5' phosphate: Difference between revisions

From The School of Biomedical Sciences Wiki
Jump to navigation Jump to search
No edit summary
Nnjm2 (talk | contribs)
Added the references correctly, that is, I added them as explained in the lecture. Cleaned up the text. Added some links.
 
Line 1: Line 1:
&nbsp;Commonly pronounced "five prime" phosphate. It refers to the carbon number 5 on the pentose sugar of the DNA/RNA sugar-phosphate backboke being attatched to a phosphate<sup>(<ref>1. Alberts B. Molecular biology of the cell.
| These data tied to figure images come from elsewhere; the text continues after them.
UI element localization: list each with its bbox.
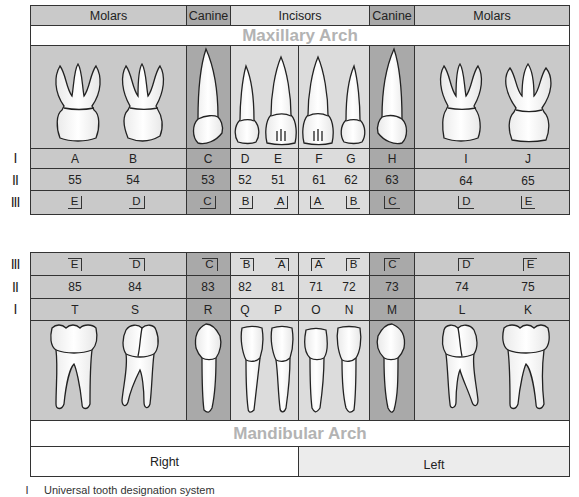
maxillary-arch-label: Maxillary Arch (31, 25, 569, 46)
lower-canine-tooth-m (374, 322, 410, 414)
palmer-symbol: A (310, 196, 325, 209)
upper-canine-tooth-h (374, 47, 410, 147)
lower-universal-p: P (268, 299, 288, 320)
lower-canine-tooth-r (190, 322, 226, 414)
legend-text: Universal tooth designation system (44, 484, 215, 496)
palmer-symbol: C (202, 258, 217, 271)
upper-fdi-53: 53 (188, 169, 228, 190)
upper-group-canine-left: Canine (369, 6, 414, 25)
lower-palmer-a-left: A (305, 253, 331, 275)
upper-group-canine-right: Canine (186, 6, 230, 25)
upper-fdi-55: 55 (55, 169, 95, 190)
lower-fdi-73: 73 (372, 276, 412, 298)
upper-canine-tooth-c (190, 47, 226, 147)
lower-incisor-tooth-q (238, 324, 266, 414)
side-left-label: Left (298, 446, 569, 476)
upper-incisor-tooth-d (232, 64, 262, 146)
upper-row-divider (31, 168, 569, 169)
upper-fdi-51: 51 (268, 169, 288, 190)
lower-fdi-82: 82 (235, 276, 255, 298)
lower-molar-tooth-l (438, 322, 482, 412)
upper-universal-i: I (446, 149, 486, 168)
lower-fdi-71: 71 (306, 276, 326, 298)
upper-fdi-63: 63 (372, 169, 412, 190)
upper-universal-c: C (188, 149, 228, 168)
lower-universal-o: O (306, 299, 326, 320)
upper-palmer-a-right: A (270, 191, 292, 213)
palmer-symbol: E (68, 258, 83, 271)
legend-item: IUniversal tooth designation system (10, 484, 215, 496)
upper-incisor-tooth-e (261, 55, 299, 146)
palmer-symbol: E (523, 258, 538, 271)
lower-universal-k: K (508, 299, 548, 320)
lower-universal-l: L (442, 299, 482, 320)
palmer-symbol: D (458, 196, 473, 209)
row-label-fdi-lower: II (6, 279, 24, 295)
upper-universal-f: F (309, 149, 329, 168)
upper-molar-tooth-i (436, 62, 486, 146)
upper-group-incisors: Incisors (230, 6, 369, 25)
palmer-symbol: E (68, 196, 83, 209)
lower-row-divider (31, 320, 569, 321)
lower-universal-n: N (339, 299, 359, 320)
lower-incisor-tooth-o (302, 326, 330, 414)
palmer-symbol: D (129, 258, 144, 271)
lower-fdi-81: 81 (268, 276, 288, 298)
palmer-symbol: B (346, 258, 361, 271)
mandibular-arch-label: Mandibular Arch (31, 420, 569, 447)
lower-molar-tooth-t (46, 322, 102, 412)
upper-molar-tooth-j (500, 62, 556, 146)
upper-group-molars-right: Molars (31, 6, 186, 25)
palmer-symbol: A (274, 196, 289, 209)
lower-fdi-75: 75 (508, 276, 548, 298)
lower-incisor-tooth-p (268, 324, 296, 414)
palmer-symbol: C (200, 196, 215, 209)
upper-row-divider (31, 190, 569, 191)
lower-universal-t: T (55, 299, 95, 320)
row-label-fdi-upper: II (6, 172, 24, 188)
upper-row-divider (31, 148, 569, 149)
upper-palmer-b-left: B (341, 191, 365, 213)
upper-palmer-d: D (117, 191, 157, 213)
palmer-symbol: C (384, 196, 399, 209)
lower-fdi-83: 83 (188, 276, 228, 298)
lower-fdi-85: 85 (55, 276, 95, 298)
lower-palmer-e: E (55, 253, 95, 275)
upper-fdi-54: 54 (113, 169, 153, 190)
lower-palmer-b-left: B (340, 253, 366, 275)
upper-palmer-b: B (235, 191, 257, 213)
lower-molar-tooth-s (118, 322, 162, 412)
lower-universal-s: S (115, 299, 155, 320)
lower-fdi-72: 72 (339, 276, 359, 298)
upper-palmer-d-left: D (446, 191, 486, 213)
lower-universal-r: R (188, 299, 228, 320)
upper-incisor-tooth-g (338, 64, 368, 146)
lower-palmer-c-left: C (372, 253, 412, 275)
palmer-symbol: C (384, 258, 399, 271)
lower-palmer-c: C (190, 253, 230, 275)
lower-fdi-84: 84 (115, 276, 155, 298)
lower-fdi-74: 74 (442, 276, 482, 298)
upper-palmer-e: E (55, 191, 95, 213)
upper-molar-tooth-b (118, 62, 168, 146)
upper-universal-j: J (508, 149, 548, 168)
upper-universal-g: G (341, 149, 361, 168)
row-label-universal-lower: I (6, 301, 24, 317)
palmer-symbol: A (275, 258, 290, 271)
lower-molar-tooth-k (498, 322, 554, 412)
upper-incisor-tooth-f (300, 55, 338, 146)
row-label-palmer-upper: III (6, 194, 24, 210)
row-label-palmer-lower: III (6, 256, 24, 272)
upper-universal-d: D (235, 149, 255, 168)
lower-palmer-b: B (235, 253, 259, 275)
upper-universal-h: H (372, 149, 412, 168)
palmer-symbol: D (129, 196, 144, 209)
legend-numeral: I (10, 484, 44, 496)
palmer-symbol: E (521, 196, 536, 209)
upper-universal-b: B (113, 149, 153, 168)
upper-universal-a: A (55, 149, 95, 168)
lower-palmer-a-right: A (270, 253, 294, 275)
upper-fdi-64: 64 (446, 170, 486, 191)
palmer-symbol: B (240, 258, 255, 271)
lower-row-divider (31, 298, 569, 299)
New York, NY [u.a.]: Garland Science Taylor &amp;amp;amp; Francis; 2008.</ref></sup><sup></sup><sup></sup>.&nbsp;
Commonly pronounced "five prime" phosphate. It refers to the [[carbon|carbon]] number 5 on the [[pentose sugar|pentose sugar]] of the [[DNA|DNA]]/[[RNA|RNA]] [[Sugar-phosphate_backbone|sugar-phosphate backbone]] being attatched to a phosphate<ref>Alberts B. Molecular biology of the cell. New York, NY [u.a.]: Garland Science Taylor &amp; Francis; 2008.</ref><br>


1. Alberts B. Molecular biology of the cell. New York, NY [u.a.]: Garland Science Taylor &amp; Francis; 2008.
=== References ===
 
<references />

Latest revision as of 14:04, 5 December 2017

Commonly pronounced "five prime" phosphate. It refers to the carbon number 5 on the pentose sugar of the DNA/RNA sugar-phosphate backbone being attatched to a phosphate[1]

References

  1. Alberts B. Molecular biology of the cell. New York, NY [u.a.]: Garland Science Taylor & Francis; 2008.